One last thing on porn, one thing on "My Sister Sam" (linked above). I heard Pam Dawber doing a radio commercial that started out something like, "I'm Pam Dawber, and I too had problems with my..." leading in to whatever she was hustling. How many people had to be unavailable for them to get to Pam Dawber on the celebrity endorsement trickle down? I'm astounded. And on porn, I'm also astounded that pornographers can effectively grab any movie or TV show and make a knockoff porn movie about it (Star Wars = Slut Wars, or whatever). I was trying to think of a TV show or movie that would be impossible to knock off as a porno.

I think I've got it.

"Life Goes On," aka the "Corky Show." And I don't know why these two words next to each other teeter me over the top of absurd giggling, but try them out for yourself and see if they work: "Retard Porn."

Back yet?

OK.

Sunday was a strange day. Went out to a high falutin' wine shop called Martha's Vineyard in Grand Rapids, which is the type of place I simply can't walk out of without $50 out of pocket. They have a deli for chrissakes! A deli! Anyway, two bottles of wine, a baguette, half pound of prosciutto, pound of coffee, some baklava, some artisan imported pasta, and a pack of smokes, and I'm $65 lighter.

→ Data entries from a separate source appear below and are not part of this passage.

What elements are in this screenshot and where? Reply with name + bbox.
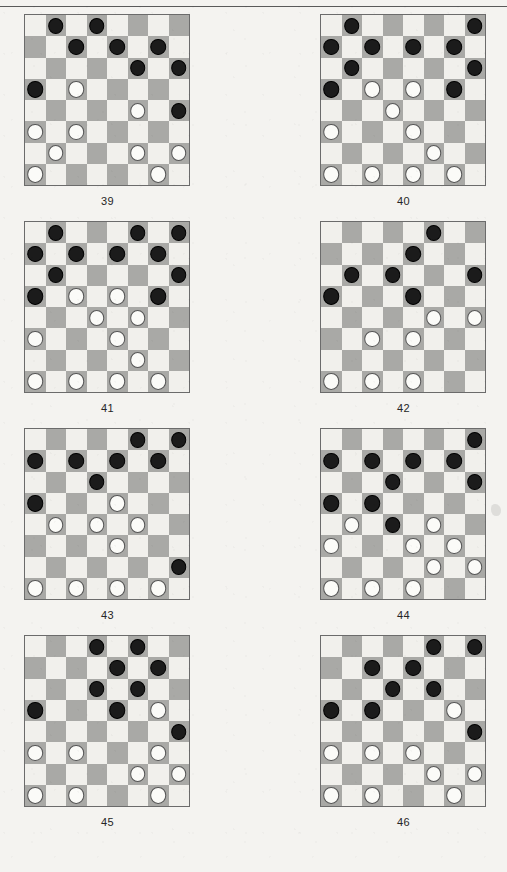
board-square[interactable] [169,222,190,243]
board-square[interactable] [465,578,486,599]
board-square[interactable] [424,429,445,450]
board-square[interactable] [444,350,465,371]
board-square[interactable] [107,222,128,243]
black-piece[interactable] [385,517,401,533]
black-piece[interactable] [467,60,483,76]
board-square[interactable] [465,785,486,806]
board-square[interactable] [362,679,383,700]
black-piece[interactable] [171,60,187,76]
board-square[interactable] [107,679,128,700]
board-square[interactable] [444,557,465,578]
board-square[interactable] [444,657,465,678]
board-square[interactable] [403,58,424,79]
white-piece[interactable] [150,745,166,761]
board-square[interactable] [169,429,190,450]
checkers-board[interactable] [24,635,190,807]
board-square[interactable] [424,578,445,599]
board-square[interactable] [342,243,363,264]
board-square[interactable] [403,764,424,785]
board-square[interactable] [342,514,363,535]
board-square[interactable] [46,578,67,599]
board-square[interactable] [46,493,67,514]
board-square[interactable] [465,450,486,471]
black-piece[interactable] [467,432,483,448]
board-square[interactable] [342,679,363,700]
white-piece[interactable] [68,288,84,304]
board-square[interactable] [25,636,46,657]
black-piece[interactable] [89,18,105,34]
board-square[interactable] [444,286,465,307]
white-piece[interactable] [364,373,380,389]
board-square[interactable] [465,535,486,556]
white-piece[interactable] [130,310,146,326]
black-piece[interactable] [27,702,43,718]
board-square[interactable] [403,121,424,142]
board-square[interactable] [46,15,67,36]
white-piece[interactable] [467,310,483,326]
board-square[interactable] [87,143,108,164]
board-square[interactable] [87,679,108,700]
board-square[interactable] [107,514,128,535]
board-square[interactable] [148,143,169,164]
black-piece[interactable] [150,660,166,676]
board-square[interactable] [424,36,445,57]
board-square[interactable] [66,143,87,164]
board-square[interactable] [444,535,465,556]
board-square[interactable] [25,514,46,535]
board-square[interactable] [321,143,342,164]
board-square[interactable] [148,450,169,471]
board-square[interactable] [465,657,486,678]
board-square[interactable] [148,636,169,657]
black-piece[interactable] [48,225,64,241]
board-square[interactable] [444,429,465,450]
board-square[interactable] [87,371,108,392]
white-piece[interactable] [364,787,380,803]
white-piece[interactable] [150,166,166,182]
black-piece[interactable] [68,39,84,55]
board-square[interactable] [107,350,128,371]
black-piece[interactable] [405,39,421,55]
board-square[interactable] [424,15,445,36]
board-square[interactable] [66,535,87,556]
board-square[interactable] [444,164,465,185]
black-piece[interactable] [171,559,187,575]
board-square[interactable] [465,493,486,514]
board-square[interactable] [66,785,87,806]
board-square[interactable] [342,657,363,678]
board-square[interactable] [383,100,404,121]
board-square[interactable] [424,785,445,806]
board-square[interactable] [107,429,128,450]
board-square[interactable] [362,742,383,763]
board-square[interactable] [403,450,424,471]
board-square[interactable] [403,785,424,806]
board-square[interactable] [107,450,128,471]
board-square[interactable] [46,100,67,121]
board-square[interactable] [66,679,87,700]
board-square[interactable] [169,700,190,721]
black-piece[interactable] [446,39,462,55]
board-square[interactable] [128,429,149,450]
board-square[interactable] [383,472,404,493]
board-square[interactable] [321,36,342,57]
checkers-board[interactable] [24,14,190,186]
board-square[interactable] [148,79,169,100]
board-square[interactable] [342,785,363,806]
board-square[interactable] [342,79,363,100]
black-piece[interactable] [426,681,442,697]
board-square[interactable] [128,328,149,349]
board-square[interactable] [128,100,149,121]
white-piece[interactable] [130,766,146,782]
board-square[interactable] [424,58,445,79]
board-square[interactable] [403,328,424,349]
board-square[interactable] [87,514,108,535]
board-square[interactable] [444,121,465,142]
board-square[interactable] [321,286,342,307]
white-piece[interactable] [426,559,442,575]
white-piece[interactable] [68,745,84,761]
board-square[interactable] [107,15,128,36]
white-piece[interactable] [89,517,105,533]
board-square[interactable] [383,493,404,514]
board-square[interactable] [148,350,169,371]
board-square[interactable] [465,164,486,185]
board-square[interactable] [444,472,465,493]
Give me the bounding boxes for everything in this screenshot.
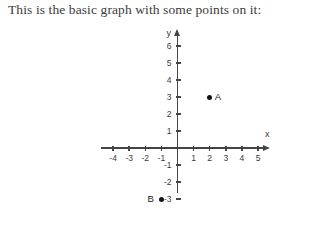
y-axis-tick-label: 3 bbox=[152, 92, 172, 102]
y-axis-tick-label: 2 bbox=[152, 109, 172, 119]
y-axis-tick-label: 1 bbox=[152, 126, 172, 136]
y-axis-tick-label: -2 bbox=[152, 177, 172, 187]
y-axis-tick-label: 4 bbox=[152, 75, 172, 85]
x-axis-tick bbox=[193, 146, 195, 151]
y-axis-tick bbox=[176, 181, 181, 183]
x-axis-arrow-icon bbox=[263, 145, 270, 151]
data-point-a bbox=[207, 95, 212, 100]
x-axis-tick bbox=[128, 146, 130, 151]
coordinate-graph: x y -4-3-2-112345654321-1-2-3AB bbox=[0, 0, 316, 227]
data-point-label-a: A bbox=[215, 91, 221, 102]
y-axis-tick bbox=[176, 164, 181, 166]
y-axis-tick bbox=[176, 113, 181, 115]
y-axis-tick bbox=[176, 130, 181, 132]
x-axis-label: x bbox=[265, 129, 270, 139]
y-axis-tick bbox=[176, 96, 181, 98]
x-axis-tick bbox=[209, 146, 211, 151]
y-axis-arrow-icon bbox=[174, 29, 180, 36]
y-axis-tick-label: 6 bbox=[152, 41, 172, 51]
x-axis-tick bbox=[225, 146, 227, 151]
y-axis-tick-label: -1 bbox=[152, 160, 172, 170]
y-axis-tick-label: 5 bbox=[152, 58, 172, 68]
x-axis-tick bbox=[241, 146, 243, 151]
data-point-b bbox=[159, 197, 164, 202]
y-axis-tick bbox=[176, 198, 181, 200]
x-axis-tick bbox=[145, 146, 147, 151]
y-axis-tick bbox=[176, 62, 181, 64]
x-axis-tick bbox=[112, 146, 114, 151]
y-axis-tick bbox=[176, 45, 181, 47]
data-point-label-b: B bbox=[147, 193, 153, 204]
x-axis-tick-label: 5 bbox=[248, 153, 268, 163]
y-axis-label: y bbox=[167, 28, 172, 38]
x-axis-tick bbox=[257, 146, 259, 151]
y-axis-tick bbox=[176, 79, 181, 81]
x-axis-line bbox=[101, 147, 263, 149]
x-axis-tick bbox=[161, 146, 163, 151]
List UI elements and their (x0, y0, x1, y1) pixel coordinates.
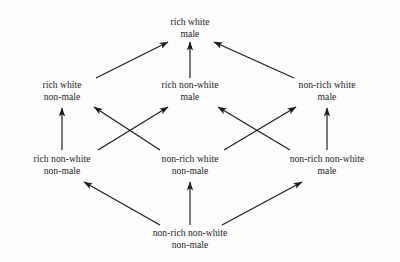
node-nrwm: non-rich whitemale (299, 79, 356, 102)
node-rwnm: rich whitenon-male (42, 79, 81, 102)
node-label-line: male (290, 164, 365, 176)
hasse-diagram: rich whitemalerich whitenon-malerich non… (0, 0, 400, 262)
node-rnwm: rich non-whitemale (162, 79, 219, 102)
node-label-line: non-male (153, 238, 228, 250)
edge-arrow (96, 42, 168, 78)
node-label-line: non-male (162, 164, 219, 176)
edge-arrow (224, 107, 296, 150)
node-label-line: rich white (170, 16, 209, 28)
edge-arrow (222, 182, 302, 225)
node-label-line: non-rich non-white (290, 153, 365, 165)
node-label-line: non-rich white (162, 153, 219, 165)
edge-arrow (214, 42, 294, 78)
node-label-line: rich white (42, 79, 81, 91)
node-rnwnm: rich non-whitenon-male (34, 153, 91, 176)
node-label-line: male (162, 90, 219, 102)
node-nrnwm: non-rich non-whitemale (290, 153, 365, 176)
edge-group (62, 42, 327, 225)
node-label-line: non-rich non-white (153, 227, 228, 239)
node-label-line: non-rich white (299, 79, 356, 91)
edge-arrow (218, 107, 290, 150)
node-label-line: non-male (34, 164, 91, 176)
node-nrwnm: non-rich whitenon-male (162, 153, 219, 176)
node-label-line: male (299, 90, 356, 102)
node-nrnwnm: non-rich non-whitenon-male (153, 227, 228, 250)
edge-arrow (98, 107, 168, 150)
node-rwm: rich whitemale (170, 16, 209, 39)
node-label-line: rich non-white (34, 153, 91, 165)
edge-layer (0, 0, 400, 262)
edge-arrow (84, 182, 160, 225)
node-label-line: non-male (42, 90, 81, 102)
edge-arrow (94, 107, 160, 150)
node-label-line: rich non-white (162, 79, 219, 91)
node-label-line: male (170, 27, 209, 39)
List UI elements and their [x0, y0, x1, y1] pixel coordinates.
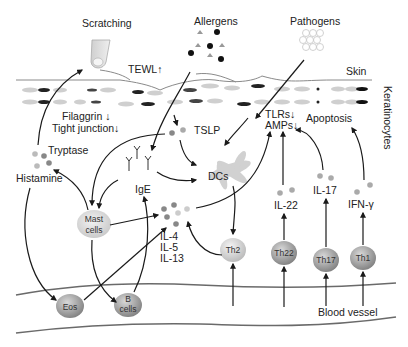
th2-cytokine-dots [161, 202, 190, 227]
skin-surface [16, 70, 372, 90]
tslp-label: TSLP [194, 124, 220, 136]
ige-label: IgE [135, 183, 151, 195]
th22-cell: Th22 [271, 241, 297, 265]
b-cell-label-1: B [125, 294, 131, 304]
tewl-label: TEWL↑ [128, 63, 162, 75]
mast-cell-label-2: cells [85, 225, 102, 235]
th2-cell: Th2 [220, 238, 246, 262]
th22-label: Th22 [274, 248, 294, 258]
ifng-label: IFN-γ [348, 198, 374, 210]
il22-dot [289, 187, 295, 193]
tight-junction-label: Tight junction↓ [52, 122, 119, 134]
il22-label: IL-22 [274, 199, 298, 211]
scratching-label: Scratching [82, 17, 132, 29]
keratinocyte-layer [22, 84, 368, 107]
pathogens-label: Pathogens [290, 15, 340, 27]
b-cell: B cells [114, 293, 142, 317]
ifng-dot [367, 182, 373, 188]
mast-cell-label-1: Mast [85, 214, 104, 224]
il17-label: IL-17 [313, 184, 337, 196]
b-cell-label-2: cells [119, 304, 136, 314]
il17-dot [317, 173, 323, 179]
histamine-label: Histamine [16, 172, 63, 184]
il17-dot [328, 175, 334, 181]
tslp-dot [180, 127, 186, 133]
ifng-dot [354, 189, 360, 195]
ad-pathogenesis-diagram: Scratching Allergens Pathogens TEWL↑ Ski… [0, 0, 408, 347]
apoptosis-label: Apoptosis [306, 112, 352, 124]
eosinophil-cell: Eos [56, 294, 84, 318]
allergen-particles-icon [188, 29, 225, 62]
tryptase-label: Tryptase [48, 144, 89, 156]
mast-cell: Mast cells [77, 210, 111, 238]
filaggrin-label: Filaggrin ↓ [62, 110, 110, 122]
th17-cell: Th17 [313, 248, 339, 272]
th1-label: Th1 [356, 253, 371, 263]
dcs-label: DCs [208, 170, 228, 182]
pathogen-cluster-icon [300, 30, 324, 51]
th17-label: Th17 [316, 255, 336, 265]
amps-label: AMPs↓ [265, 119, 298, 131]
il13-label: IL-13 [160, 252, 184, 264]
keratinocytes-label: Keratinocytes [382, 86, 394, 150]
allergens-label: Allergens [194, 15, 238, 27]
tslp-dot [169, 130, 175, 136]
ige-antibody-icons [126, 146, 151, 171]
th2-label: Th2 [226, 245, 241, 255]
blood-vessel-label: Blood vessel [318, 306, 378, 318]
skin-label: Skin [346, 65, 367, 77]
eos-label: Eos [63, 302, 78, 312]
th1-cell: Th1 [350, 246, 376, 270]
il22-dot [277, 190, 283, 196]
finger-icon [91, 40, 110, 68]
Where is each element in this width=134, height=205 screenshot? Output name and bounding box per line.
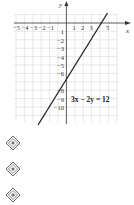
svg-text:−2: −2 xyxy=(57,37,64,44)
y-axis-arrow xyxy=(64,1,68,6)
svg-text:−2: −2 xyxy=(39,24,46,31)
svg-text:−3: −3 xyxy=(30,24,37,31)
svg-text:3: 3 xyxy=(90,24,93,31)
axes xyxy=(14,4,128,124)
svg-text:1: 1 xyxy=(61,28,64,35)
spiral-diamond-icon xyxy=(5,187,21,203)
svg-text:−5: −5 xyxy=(57,62,64,69)
svg-text:−10: −10 xyxy=(54,104,64,111)
x-axis-label: x xyxy=(125,27,130,35)
spiral-diamond-icon xyxy=(5,135,21,151)
svg-text:−6: −6 xyxy=(57,70,65,77)
svg-text:5: 5 xyxy=(106,24,109,31)
spiral-diamond-icon xyxy=(5,161,21,177)
y-axis-label: y xyxy=(58,1,63,9)
svg-text:1: 1 xyxy=(73,24,76,31)
line-graph: y x −5−4−3 −2−1 123 5 1−2−3 −4−5−6 −8−9−… xyxy=(0,0,134,130)
svg-text:−5: −5 xyxy=(13,24,20,31)
svg-text:−1: −1 xyxy=(47,24,54,31)
x-axis-arrow xyxy=(125,21,131,25)
svg-text:−3: −3 xyxy=(57,45,64,52)
svg-text:−9: −9 xyxy=(57,96,64,103)
svg-text:−4: −4 xyxy=(22,24,30,31)
equation-label: 3x − 2y = 12 xyxy=(71,95,110,104)
svg-text:2: 2 xyxy=(81,24,84,31)
svg-text:−4: −4 xyxy=(57,54,65,61)
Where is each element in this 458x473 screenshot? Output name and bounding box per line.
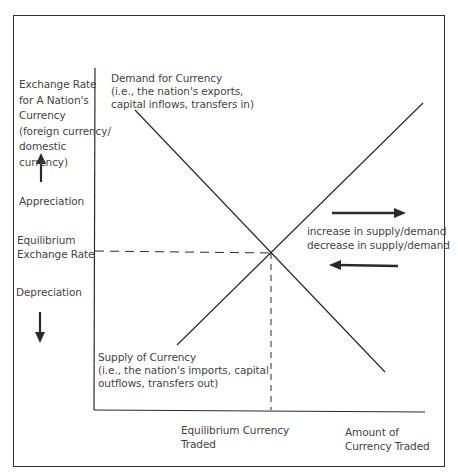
x-axis	[94, 410, 425, 412]
demand-label-line: Demand for Currency	[111, 72, 254, 85]
appreciation-label: Appreciation	[19, 194, 84, 208]
supply-label-line: Supply of Currency	[98, 351, 269, 364]
equilibrium-quantity-line: Equilibrium Currency	[181, 424, 289, 438]
depreciation-label: Depreciation	[16, 285, 82, 299]
equilibrium-rate-dashed-line	[95, 251, 272, 253]
y-axis-title-line: Currency	[19, 108, 111, 124]
decrease-label: decrease in supply/demand	[307, 239, 450, 253]
x-axis-title-line: Currency Traded	[345, 440, 430, 454]
y-axis-title-line: Exchange Rate	[19, 77, 111, 93]
supply-curve	[177, 103, 423, 345]
equilibrium-currency-traded-label: Equilibrium Currency Traded	[181, 424, 289, 451]
equilibrium-exchange-rate-label: Equilibrium Exchange Rate	[17, 234, 94, 261]
equilibrium-quantity-line: Traded	[181, 438, 289, 452]
supply-label-line: outflows, transfers out)	[98, 377, 269, 390]
demand-label-line: capital inflows, transfers in)	[111, 98, 254, 111]
x-axis-title: Amount of Currency Traded	[345, 426, 430, 453]
y-axis-title-line: (foreign currency/	[19, 124, 111, 140]
shift-legend: increase in supply/demand decrease in su…	[307, 225, 450, 252]
arrow-down-icon	[35, 312, 45, 343]
y-axis-title-line: domestic	[19, 139, 111, 155]
equilibrium-rate-line: Exchange Rate	[17, 248, 94, 262]
equilibrium-rate-line: Equilibrium	[17, 234, 94, 248]
y-axis-title: Exchange Rate for A Nation's Currency (f…	[19, 77, 111, 170]
arrow-left-icon	[329, 260, 398, 270]
demand-label-line: (i.e., the nation's exports,	[111, 85, 254, 98]
y-axis-title-line: for A Nation's	[19, 93, 111, 109]
supply-label-line: (i.e., the nation's imports, capital	[98, 364, 269, 377]
supply-curve-label: Supply of Currency (i.e., the nation's i…	[98, 351, 269, 390]
y-axis-title-line: currency)	[19, 155, 111, 171]
arrow-right-icon	[332, 208, 406, 218]
demand-curve-label: Demand for Currency (i.e., the nation's …	[111, 72, 254, 111]
x-axis-title-line: Amount of	[345, 426, 430, 440]
increase-label: increase in supply/demand	[307, 225, 450, 239]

That's not the strange part.

Afterwards, I went over to my mom's, as I had some stuff in her attic she wanted me to get out of her house. I got two loads down the stairs and got nauseated. Horribly nauseated. Back-of-the-neck sweats and everything. Had to lay down for almost an hour to get over it. I felt a little better, then got another couple loads in the car and took off. Halfway home, the nauseating feeling returned, this time with nearly blinding dizziness. It was freaky scary. It was like feeling motion sick without being on a boat. I spent the rest of my day prone on the couch, hoping to hell I wouldn't feel this way Monday morning.

So far so good.

With the boss out of town this week, smart money says I'll have plenty of time to write. Hopefully you'll see a little something new this evening.